Warrior Witch (The Malediction Trilogy #3)(40)
“A map, of sorts.” My father handed me a tin cup of weak tea. “Jér?me and I have been working with the, uh, Baron Vincent to construct a replica of Revigny and its surroundings.”
“It’s only Lord Vincent at the moment,” Vincent replied. “But I hope to rectify that shortly.”
My father frowned, then shrugged. “It’s been a world of help with planning, given that not everyone has ventured so far out of the Hollow. Chris?”
“Right.” My friend cleared his throat, and I watched how the eyes of everyone in the room went to him. He was, I realized, their leader.
“We received word from our scouts that Roland and Lessa took control of Triaucourt in the night,” he said. “If he holds to his pattern – and I think he will – they’ll remain under cover, taking oaths from those his militiamen round up, and then move on again tonight.”
“Then why aren’t we looking at Triaucourt?” I asked.
“Because the same gambit isn’t going to work twice, and we don’t have the clout,” he gave an apologetic look to the twins, “to take them on directly.”
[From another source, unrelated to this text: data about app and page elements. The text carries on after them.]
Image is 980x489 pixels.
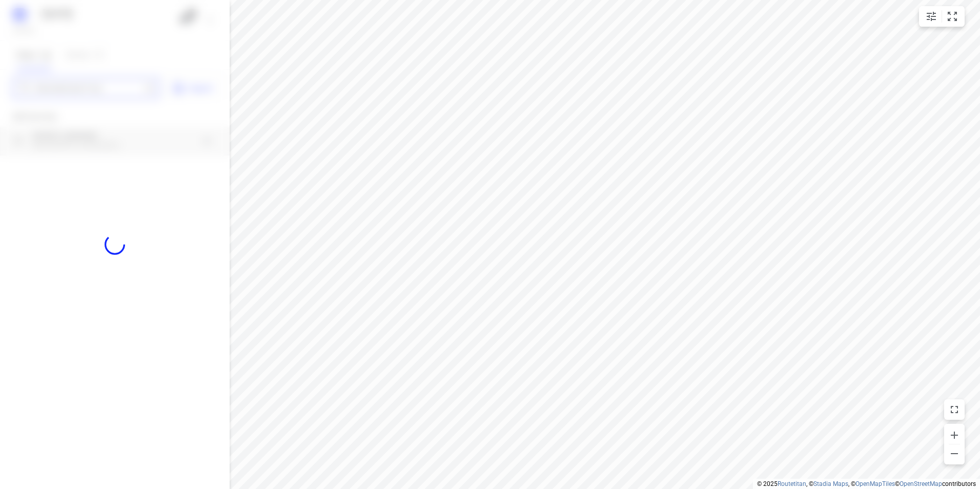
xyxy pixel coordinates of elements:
[899,480,942,487] a: OpenStreetMap
[757,480,976,487] li: © 2025 , © , © © contributors
[919,6,965,27] div: small contained button group
[942,6,963,27] button: Fit zoom
[813,480,849,487] a: Stadia Maps
[777,480,807,487] a: Routetitan
[921,6,941,27] button: Map settings
[855,480,895,487] a: OpenMapTiles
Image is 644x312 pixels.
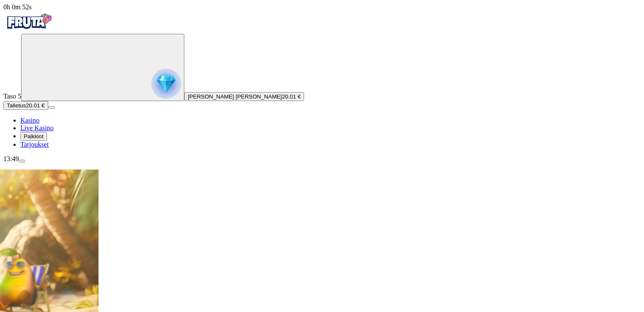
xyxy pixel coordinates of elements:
span: Live Kasino [20,124,54,131]
button: [PERSON_NAME] [PERSON_NAME]20.01 € [184,92,304,101]
button: menu [19,159,25,162]
button: reward iconPalkkiot [20,132,47,141]
span: 13:49 [4,155,19,162]
a: gift-inverted iconTarjoukset [20,141,48,147]
button: reward progress [21,34,184,101]
span: Tarjoukset [20,141,48,147]
span: Taso 5 [4,92,21,100]
span: Kasino [20,117,40,124]
img: Fruta [4,11,54,32]
span: Palkkiot [24,133,43,139]
img: reward progress [151,69,181,98]
a: diamond iconKasino [20,117,40,124]
span: Talletus [7,102,26,109]
span: user session time [4,4,32,10]
button: menu [48,106,55,109]
nav: Primary [4,11,640,148]
span: 20.01 € [26,102,45,109]
span: 20.01 € [282,93,300,100]
a: Fruta [4,26,54,34]
button: Talletusplus icon20.01 € [4,101,48,109]
span: [PERSON_NAME] [PERSON_NAME] [188,93,282,100]
a: poker-chip iconLive Kasino [20,124,54,131]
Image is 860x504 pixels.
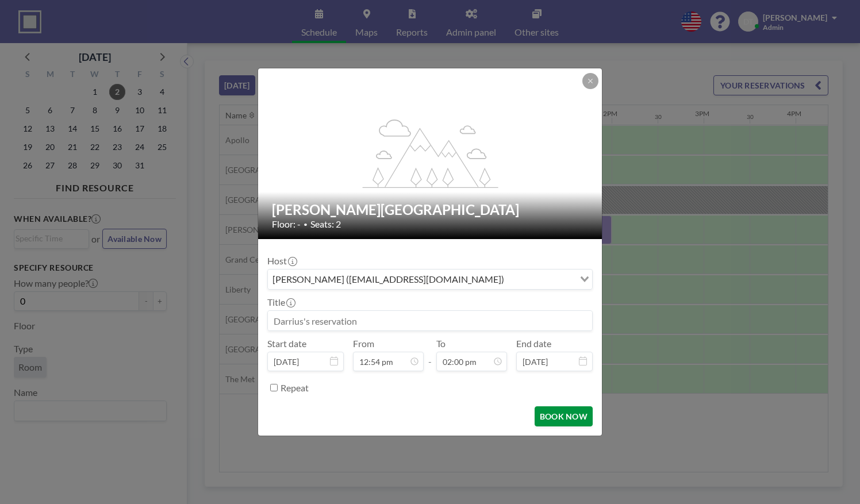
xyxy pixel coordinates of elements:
[268,311,592,331] input: Darrius's reservation
[268,269,592,289] div: Search for option
[267,255,296,267] label: Host
[310,218,341,230] span: Seats: 2
[267,338,306,349] label: Start date
[272,218,300,230] span: Floor: -
[267,296,294,308] label: Title
[353,338,374,349] label: From
[535,406,593,427] button: BOOK NOW
[304,220,308,229] span: •
[270,272,506,287] span: [PERSON_NAME] ([EMAIL_ADDRESS][DOMAIN_NAME])
[272,201,589,218] h2: [PERSON_NAME][GEOGRAPHIC_DATA]
[516,338,551,349] label: End date
[280,382,309,394] label: Repeat
[436,338,445,349] label: To
[363,118,498,187] g: flex-grow: 1.2;
[507,272,573,287] input: Search for option
[428,342,432,367] span: -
He picked up a map and laid it out in front of me, and I noted the marks indicating the villages Roland had either destroyed or taken over. “This process of taking oaths eats up time,” Chris said. “Time that people could use to flee their homes and seek refuge in the mountains. The militiamen are rounding up those in the smaller hamlets, but Angoulême has groups of two or three trolls capturing and holding the more middling size villages until Roland has time to reach them. Revigny is one of them.”
I traced a finger over the little dots on the map. “Why bother?” I muttered. “These places can’t have more than a hundred people living in them. I hate to say it, but they’re hardly worth the effort. Why doesn’t he just attack Courville? In one fell swoop he’d have the human army he needs.”
“Maybe, maybe not,” Chris replied. “If he attacked Courville, Tristan would likely intervene before Roland could take control of the city, and he’d be risking a direct confrontation with his elder brother, which he wouldn’t win.”
I wasn’t so sure about that, but I kept my doubts to myself.
“But by doing it this way, building his army in small attacks, the risk of Tristan leaving Trianon unprotected – especially with their father’s plans remaining unknown – are much less.”
“And once he has this army, then what?” My mind filled with the image of families driven to take up pitchforks and shovels, rusty swords, and pistols that hadn’t been fired in years, and then to attack their countrymen. Not because they wanted to, but because they had no choice.
“When he’s ready, we think he’ll have them march en masse on Courville,” Vincent replied. “Tristan would have to leave Trianon unprotected to save the other city from his brother’s army.”
“While Roland and Lessa backtrack to Trianon and take it while it’s undefended,” I said, not waiting for him to finish. “They have to know he won’t fall for such a strategy.”
“True.” Chris set the map aside. “So Tristan sees through their game and remains in Trianon. Roland’s army takes Courville. Not only is the death toll likely to be catastrophic, he’ll now have control over nearly half the Isle’s population, none of whom will hold Tristan in particularly high regard given he’s remained holed up behind castle walls the entire time.”
And none of them would care that he hadn’t had a choice. I exhaled softly. “Then Roland can march his army against Trianon, or even Trollus, at his pleasure. It won’t matter to him or Angoulême how many humans die, because keeping them alive has never been their plan. It was ours.” The porridge soured in my stomach. “How do we stop him?”
“By taking away his army, bit by bit, village by village,” Chris replied. “By forcing Roland to meet Tristan on a level playing field and making the battle between them alone. Watch.” He gestured at the faintly glowing miniature.
Two figures appeared in the model, tiny replicas of Vincent and Victoria. They were both standing on their hands, wobbling back and forth. Victoria’s figure toppled over, and I heard her grumble softly over my shoulder. Vincent smiled, and a dozen tiny figures bearing our faces appeared. “This,” he said, “is how it will go.”
Chapter Twenty-Four
Cécile
“Stones and sky, but they’re cocky,” Victoria muttered, kneeling next to me in the snow.
Revigny sat between two mountains, a cluster of houses and one general store, with a population that was far outnumbered by the goats they raised on the grassy southern slopes. And by my reckoning, every one of them was locked behind the invisible wall encasing the village. Goats included.
Their troll captors relaxed in a pavilion that looked like it had been plucked from the glass gardens, only this version was an illusion with the sole purpose of blocking out the brilliant sun from overhead. Two of them sat on rough wooden chairs plucked from someone’s kitchen, while a third twirled about half-naked in the snow, hands raised up to the sun.
“Do you recognize them?” I asked. That had been one of the bigger unknowns. Victoria and Vincent had an idea of which trolls the Duke had recruited to his cause, but there was no way to know who had been sent to each village. Or how much power they had.